Here at home just about everything was rationed - food, gasoline and other commodities such as meat were scarce. People couldn't buy new cars. Long distance travel by train was restricted by a scarcity of railroad car capacity. And this went on for four years. Yet nobody demanded a quick and easy end to the war that was costing them so much in lives, and in their standard of living. They knew that victory has a price, and they were willing to pay it.

They understood that war is war, and knew what was at stake. When errors in the prosecution of the war were made we understood that the most certain thing about military planning is the uncertainty of the planning of any combat operations. Mistakes will be made - the enemy doesn't always oblige us by acting in a way we want them to act. Nobody demanded an investigation of the Roosevelt administration that because of poor planning, naval and air interdictions against Iwo Jima had failed to prevent the carnage there or the tragic farce that was Operation Market Garden in the Netherlands where thousands of allied troops died.

We had better begin to understand that we face a well-financed, highly intelligent enemy determined to destroy us by any all means available to them. They are not about to quit. They are capable of gutting our economy. Just think about what it will mean if al Qaeda drives out the Saudi monarchy, thus gaining control of the Saudi oil fields - now a very distinct possibility.

Think of what it will mean should the insurgents and their al Qaeda allies destroy Iraq's oil production. South of our borders, Venezuela has threatened to cut off oil shipments to the U.S. And thanks to such demagogues as John Kerry and his lunatic environmentalist allies, America is prevented from exploiting our own oil fields in Alaska's ANWAR and elsewhere.

We are not talking about extravagant gasoline prices and rationing here - we are talking about an economic catastrophe that will bring us and the rest of the West to our knees.This is why we are in Iraq, and why we must stay there until the new Iraqi government is able to defend itself. But even then, the war against terrorism will go on - for perhaps decades to come. We are in the fight of our lives and our very existence as a free and prosperous nation is at stake.

In its deranged religious fanaticism, the enemy believes that our prosperity and material well-being are tools of Satan. Because of this distorted view they are determined to stop us from doing what we set out to do in Iraq - to create a bridgehead from which the American way of life could be brought to the people of the Middle East. To prevent this from happening they will go to any lengths. While we prefer persuasion to make the export of the American dream possible, we first must first win by force of arms.

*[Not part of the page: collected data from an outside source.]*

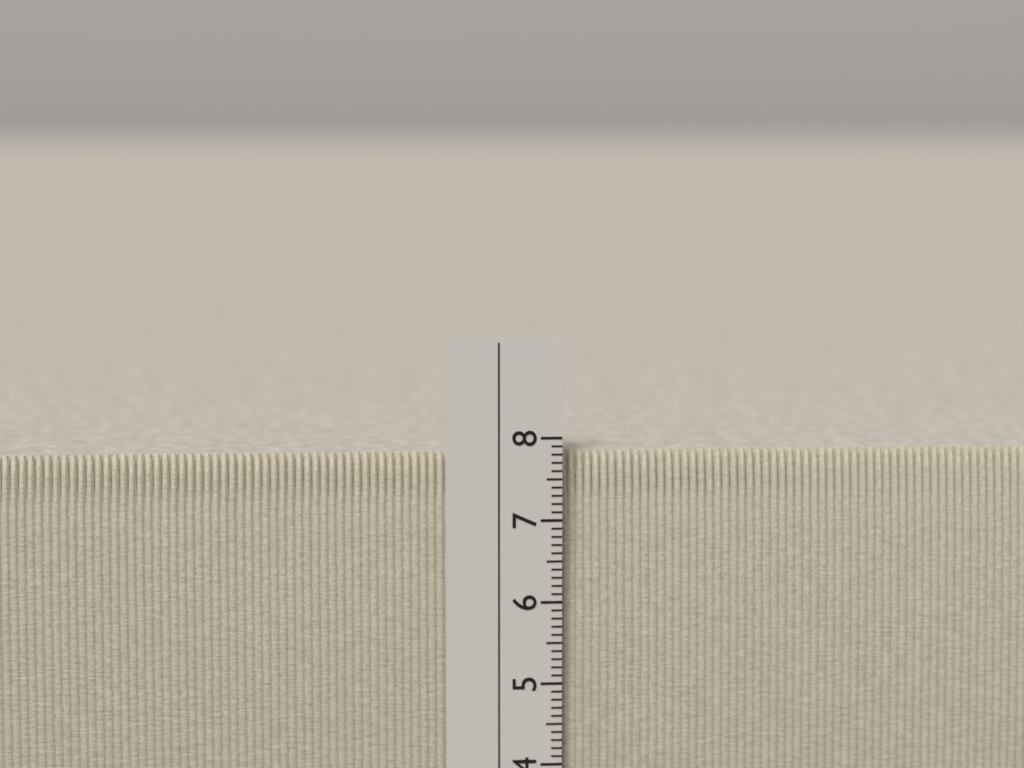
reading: 7.8 cm
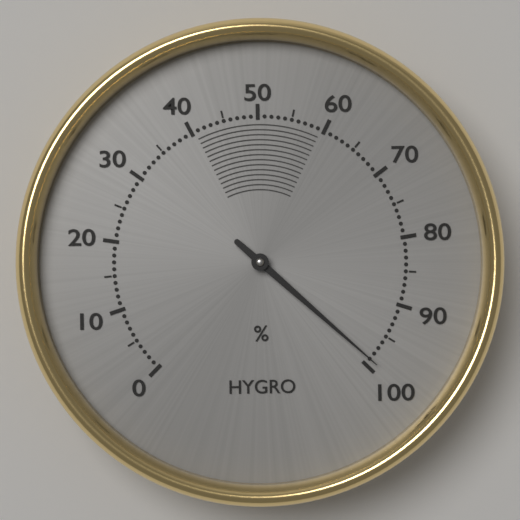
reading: 99 %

Exporting that dream can't be won by an advertising or public relations campaign. If we want to prevail we must first adopt what Stonewall Jackson advised after the Battle of Fredericksburg when asked what could be done about those rascally Yankees ( including some of my ancestors) who had destroyed and looted that charming city: "Kill em," he said. "Kill 'em all."

Either that, or be prepared to be killed ourselves.

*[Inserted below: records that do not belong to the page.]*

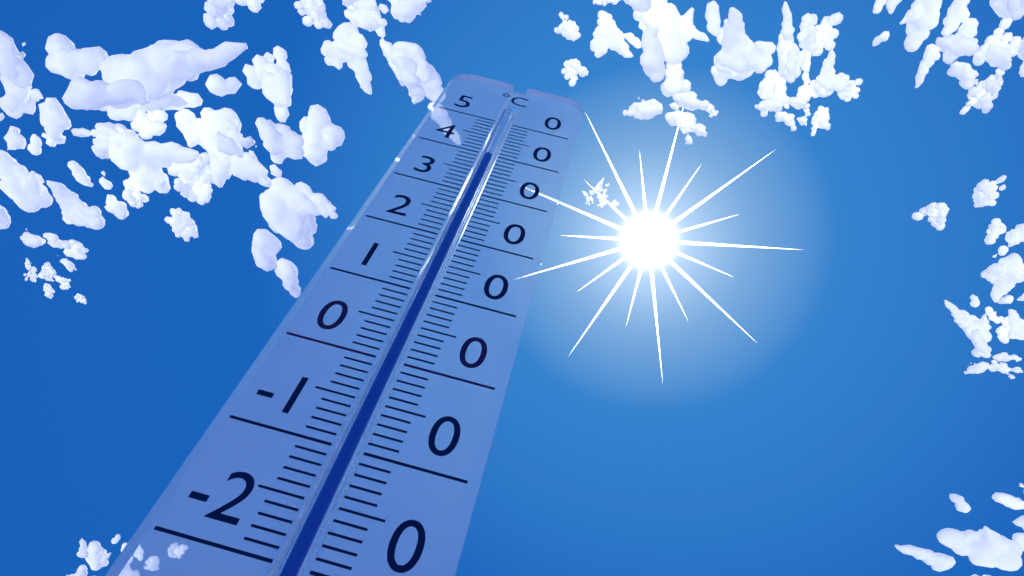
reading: 40 °C
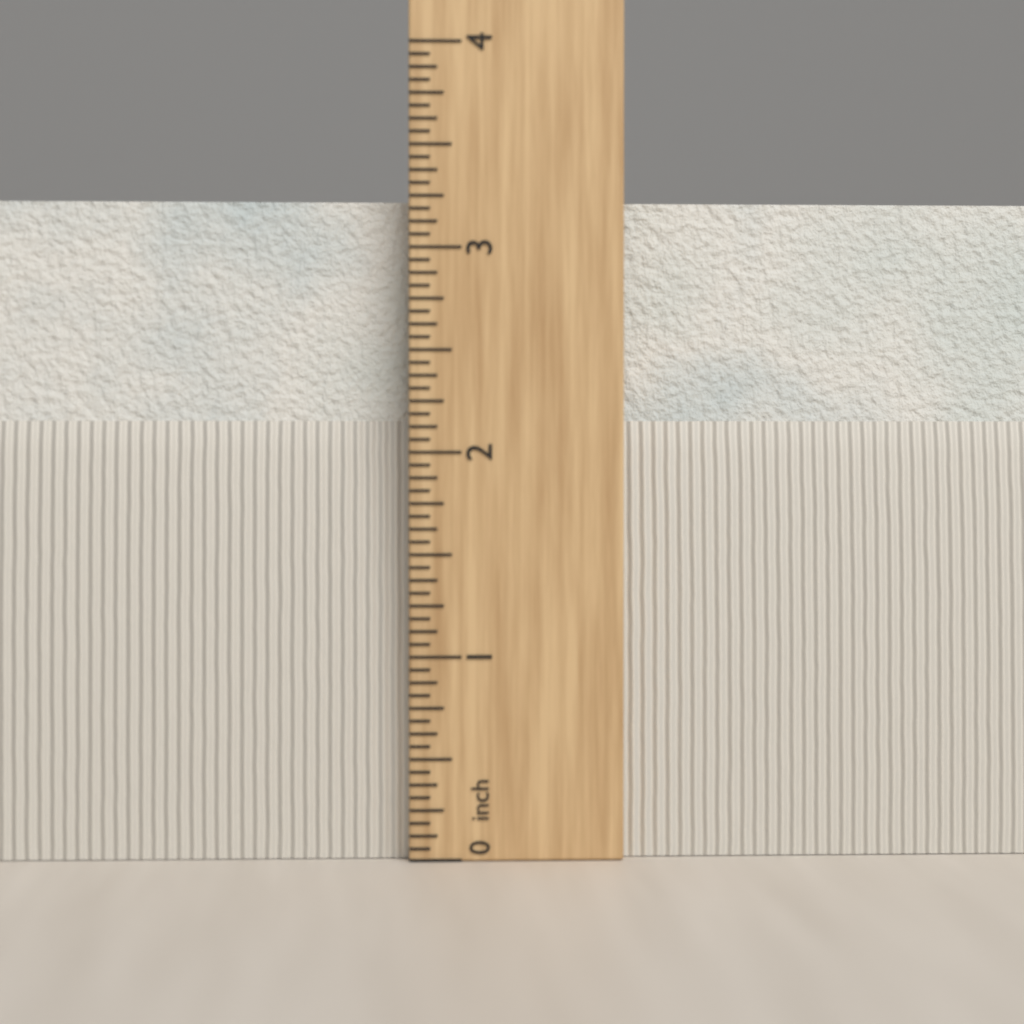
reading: 3.2500 in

Phil Brennan is a veteran journalist who writes for NewsMax.com. He is editor & publisher of Wednesday on the Web (http://www.pvbr.com) and was Washington columnist for National Review magazine in the 1960s. He also served as a staff aide for the House Republican Policy Committee and helped handle the Washington public relations operation for the Alaska Statehood Committee which won statehood for Alaska. He is also a trustee of the Lincoln Heritage Institute and a member of the Association of Former Intelligence Officers.